By ,
Published January 13, 2015
Computer Associates International Inc. (CA), one of the largest U.S. software makers, Thursday posted a lower quarterly profit due to higher compliance-related costs and tax expenses.
The company, which emerged from a long-running accounting scandal last year, said it is likely to defer the filing of its annual report for up to 15 days. It is also changing the way it records stock option expenses that would increase costs.
Fiscal fourth-quarter net income was $17 million, or 3 cents a share, lower than its year-ago income of $89 million, or 5 cents a share.
Profit excluding items was 20 cents a share, in line with analysts' average estimate of 20 cents, according to Reuters Estimates.
Revenue rose 7 percent to $910 million. New deferred subscription revenue (search), a closely watched item that indicates new business signed in the quarter, increased 84 percent to $1.54 billion.
Computer Associates expects fiscal first-quarter profit, excluding items, of 21 cents to 22 cents a share, net income of 10 cents to 11 cents a share and revenue of $910 million to $930 million.
It anticipates fiscal 2006 profit, excluding items, of 90 cents to 95 cents a share, net income of 46 cents to 51 cents a share and revenue of $3.8 billion to $3.9 billion.
The estimates are weaker than analysts' average forecasts of first-quarter profit, excluding items, of 23 cents a share on revenue of $931.7 million and full-year profit of 98 cents a share on revenue of $3.87 billion.
CA shares slid to $28.40 in after-market trading from the $28.66 close.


_Task to carry out_:
Set it all down exactly, every record and every line.

Saved data entries
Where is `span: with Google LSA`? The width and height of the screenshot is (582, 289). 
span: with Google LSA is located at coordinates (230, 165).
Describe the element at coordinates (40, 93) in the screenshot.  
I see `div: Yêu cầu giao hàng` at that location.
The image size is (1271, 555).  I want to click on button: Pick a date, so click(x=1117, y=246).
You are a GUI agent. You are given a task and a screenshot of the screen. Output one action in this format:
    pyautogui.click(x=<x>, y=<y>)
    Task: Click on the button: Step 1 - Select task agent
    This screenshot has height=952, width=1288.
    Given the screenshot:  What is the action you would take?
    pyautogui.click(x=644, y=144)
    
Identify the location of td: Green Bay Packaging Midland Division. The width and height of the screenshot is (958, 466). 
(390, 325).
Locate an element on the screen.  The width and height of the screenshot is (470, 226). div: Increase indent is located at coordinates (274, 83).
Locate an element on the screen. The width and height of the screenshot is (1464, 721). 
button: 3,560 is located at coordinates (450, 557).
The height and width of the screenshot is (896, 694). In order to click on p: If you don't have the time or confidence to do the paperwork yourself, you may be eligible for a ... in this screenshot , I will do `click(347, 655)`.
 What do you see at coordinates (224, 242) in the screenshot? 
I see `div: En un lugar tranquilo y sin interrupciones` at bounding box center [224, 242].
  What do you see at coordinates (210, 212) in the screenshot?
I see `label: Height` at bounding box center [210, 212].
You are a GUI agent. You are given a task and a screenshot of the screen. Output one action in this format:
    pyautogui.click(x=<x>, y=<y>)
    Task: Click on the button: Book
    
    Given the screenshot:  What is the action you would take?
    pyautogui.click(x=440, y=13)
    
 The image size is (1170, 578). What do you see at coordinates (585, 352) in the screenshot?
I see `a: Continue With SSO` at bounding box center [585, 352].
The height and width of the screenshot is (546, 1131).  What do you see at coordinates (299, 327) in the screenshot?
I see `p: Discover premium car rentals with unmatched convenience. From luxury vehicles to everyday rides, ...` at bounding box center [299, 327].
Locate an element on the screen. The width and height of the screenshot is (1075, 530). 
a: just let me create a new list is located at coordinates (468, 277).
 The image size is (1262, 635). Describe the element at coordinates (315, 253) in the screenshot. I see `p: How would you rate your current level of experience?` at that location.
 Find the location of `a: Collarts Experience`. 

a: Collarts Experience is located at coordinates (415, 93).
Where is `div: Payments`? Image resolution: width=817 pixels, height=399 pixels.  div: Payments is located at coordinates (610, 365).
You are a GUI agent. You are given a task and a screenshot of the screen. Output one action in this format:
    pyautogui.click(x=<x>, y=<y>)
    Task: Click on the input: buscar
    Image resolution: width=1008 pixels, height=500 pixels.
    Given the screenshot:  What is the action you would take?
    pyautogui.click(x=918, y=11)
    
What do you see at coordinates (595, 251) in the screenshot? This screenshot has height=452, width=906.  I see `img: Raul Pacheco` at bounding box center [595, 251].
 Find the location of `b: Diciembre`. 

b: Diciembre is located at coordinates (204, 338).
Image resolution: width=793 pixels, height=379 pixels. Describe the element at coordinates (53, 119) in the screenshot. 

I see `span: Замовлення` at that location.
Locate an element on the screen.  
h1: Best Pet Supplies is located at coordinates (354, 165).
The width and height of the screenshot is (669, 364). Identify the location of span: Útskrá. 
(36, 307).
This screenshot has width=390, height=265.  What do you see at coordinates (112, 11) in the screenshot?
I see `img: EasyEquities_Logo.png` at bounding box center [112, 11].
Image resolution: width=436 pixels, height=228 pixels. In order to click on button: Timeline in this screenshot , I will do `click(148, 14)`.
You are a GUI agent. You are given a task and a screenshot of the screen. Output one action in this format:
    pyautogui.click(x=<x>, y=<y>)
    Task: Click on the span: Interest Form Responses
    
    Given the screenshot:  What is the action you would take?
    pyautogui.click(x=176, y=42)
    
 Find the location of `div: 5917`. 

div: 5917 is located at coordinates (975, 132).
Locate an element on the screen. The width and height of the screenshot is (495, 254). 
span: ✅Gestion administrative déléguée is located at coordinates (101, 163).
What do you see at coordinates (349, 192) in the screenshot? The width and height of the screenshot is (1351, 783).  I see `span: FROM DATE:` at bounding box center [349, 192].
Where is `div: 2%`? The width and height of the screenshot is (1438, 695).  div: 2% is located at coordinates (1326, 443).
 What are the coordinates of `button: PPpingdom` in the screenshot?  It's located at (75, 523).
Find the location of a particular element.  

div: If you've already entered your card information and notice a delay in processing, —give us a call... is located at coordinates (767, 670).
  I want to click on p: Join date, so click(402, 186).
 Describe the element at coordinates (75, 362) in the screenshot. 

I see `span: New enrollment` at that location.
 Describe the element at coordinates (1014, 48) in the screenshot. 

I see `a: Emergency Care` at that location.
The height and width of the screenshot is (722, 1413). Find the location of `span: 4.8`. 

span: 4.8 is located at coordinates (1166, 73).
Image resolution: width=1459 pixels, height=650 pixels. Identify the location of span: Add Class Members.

_Written answer_:
Where is `span: with Google LSA`? The width and height of the screenshot is (582, 289). 
span: with Google LSA is located at coordinates (230, 165).
Describe the element at coordinates (40, 93) in the screenshot.  
I see `div: Yêu cầu giao hàng` at that location.
The image size is (1271, 555).  I want to click on button: Pick a date, so click(x=1117, y=246).
You are a GUI agent. You are given a task and a screenshot of the screen. Output one action in this format:
    pyautogui.click(x=<x>, y=<y>)
    Task: Click on the button: Step 1 - Select task agent
    This screenshot has height=952, width=1288.
    Given the screenshot:  What is the action you would take?
    pyautogui.click(x=644, y=144)
    
Identify the location of td: Green Bay Packaging Midland Division. The width and height of the screenshot is (958, 466). 
(390, 325).
Locate an element on the screen.  The width and height of the screenshot is (470, 226). div: Increase indent is located at coordinates (274, 83).
Locate an element on the screen. The width and height of the screenshot is (1464, 721). 
button: 3,560 is located at coordinates (450, 557).
The height and width of the screenshot is (896, 694). In order to click on p: If you don't have the time or confidence to do the paperwork yourself, you may be eligible for a ... in this screenshot , I will do `click(347, 655)`.
 What do you see at coordinates (224, 242) in the screenshot? 
I see `div: En un lugar tranquilo y sin interrupciones` at bounding box center [224, 242].
  What do you see at coordinates (210, 212) in the screenshot?
I see `label: Height` at bounding box center [210, 212].
You are a GUI agent. You are given a task and a screenshot of the screen. Output one action in this format:
    pyautogui.click(x=<x>, y=<y>)
    Task: Click on the button: Book
    
    Given the screenshot:  What is the action you would take?
    pyautogui.click(x=440, y=13)
    
 The image size is (1170, 578). What do you see at coordinates (585, 352) in the screenshot?
I see `a: Continue With SSO` at bounding box center [585, 352].
The height and width of the screenshot is (546, 1131).  What do you see at coordinates (299, 327) in the screenshot?
I see `p: Discover premium car rentals with unmatched convenience. From luxury vehicles to everyday rides, ...` at bounding box center [299, 327].
Locate an element on the screen. The width and height of the screenshot is (1075, 530). 
a: just let me create a new list is located at coordinates (468, 277).
 The image size is (1262, 635). Describe the element at coordinates (315, 253) in the screenshot. I see `p: How would you rate your current level of experience?` at that location.
 Find the location of `a: Collarts Experience`. 

a: Collarts Experience is located at coordinates (415, 93).
Where is `div: Payments`? Image resolution: width=817 pixels, height=399 pixels.  div: Payments is located at coordinates (610, 365).
You are a GUI agent. You are given a task and a screenshot of the screen. Output one action in this format:
    pyautogui.click(x=<x>, y=<y>)
    Task: Click on the input: buscar
    Image resolution: width=1008 pixels, height=500 pixels.
    Given the screenshot:  What is the action you would take?
    pyautogui.click(x=918, y=11)
    
What do you see at coordinates (595, 251) in the screenshot? This screenshot has height=452, width=906.  I see `img: Raul Pacheco` at bounding box center [595, 251].
 Find the location of `b: Diciembre`. 

b: Diciembre is located at coordinates (204, 338).
Image resolution: width=793 pixels, height=379 pixels. Describe the element at coordinates (53, 119) in the screenshot. 

I see `span: Замовлення` at that location.
Locate an element on the screen.  
h1: Best Pet Supplies is located at coordinates (354, 165).
The width and height of the screenshot is (669, 364). Identify the location of span: Útskrá. 
(36, 307).
This screenshot has width=390, height=265.  What do you see at coordinates (112, 11) in the screenshot?
I see `img: EasyEquities_Logo.png` at bounding box center [112, 11].
Image resolution: width=436 pixels, height=228 pixels. In order to click on button: Timeline in this screenshot , I will do `click(148, 14)`.
You are a GUI agent. You are given a task and a screenshot of the screen. Output one action in this format:
    pyautogui.click(x=<x>, y=<y>)
    Task: Click on the span: Interest Form Responses
    
    Given the screenshot:  What is the action you would take?
    pyautogui.click(x=176, y=42)
    
 Find the location of `div: 5917`. 

div: 5917 is located at coordinates (975, 132).
Locate an element on the screen. The width and height of the screenshot is (495, 254). 
span: ✅Gestion administrative déléguée is located at coordinates (101, 163).
What do you see at coordinates (349, 192) in the screenshot? The width and height of the screenshot is (1351, 783).  I see `span: FROM DATE:` at bounding box center [349, 192].
Where is `div: 2%`? The width and height of the screenshot is (1438, 695).  div: 2% is located at coordinates (1326, 443).
 What are the coordinates of `button: PPpingdom` in the screenshot?  It's located at (75, 523).
Find the location of a particular element.  

div: If you've already entered your card information and notice a delay in processing, —give us a call... is located at coordinates (767, 670).
  I want to click on p: Join date, so click(402, 186).
 Describe the element at coordinates (75, 362) in the screenshot. 

I see `span: New enrollment` at that location.
 Describe the element at coordinates (1014, 48) in the screenshot. 

I see `a: Emergency Care` at that location.
The height and width of the screenshot is (722, 1413). Find the location of `span: 4.8`. 

span: 4.8 is located at coordinates (1166, 73).
Image resolution: width=1459 pixels, height=650 pixels. Identify the location of span: Add Class Members.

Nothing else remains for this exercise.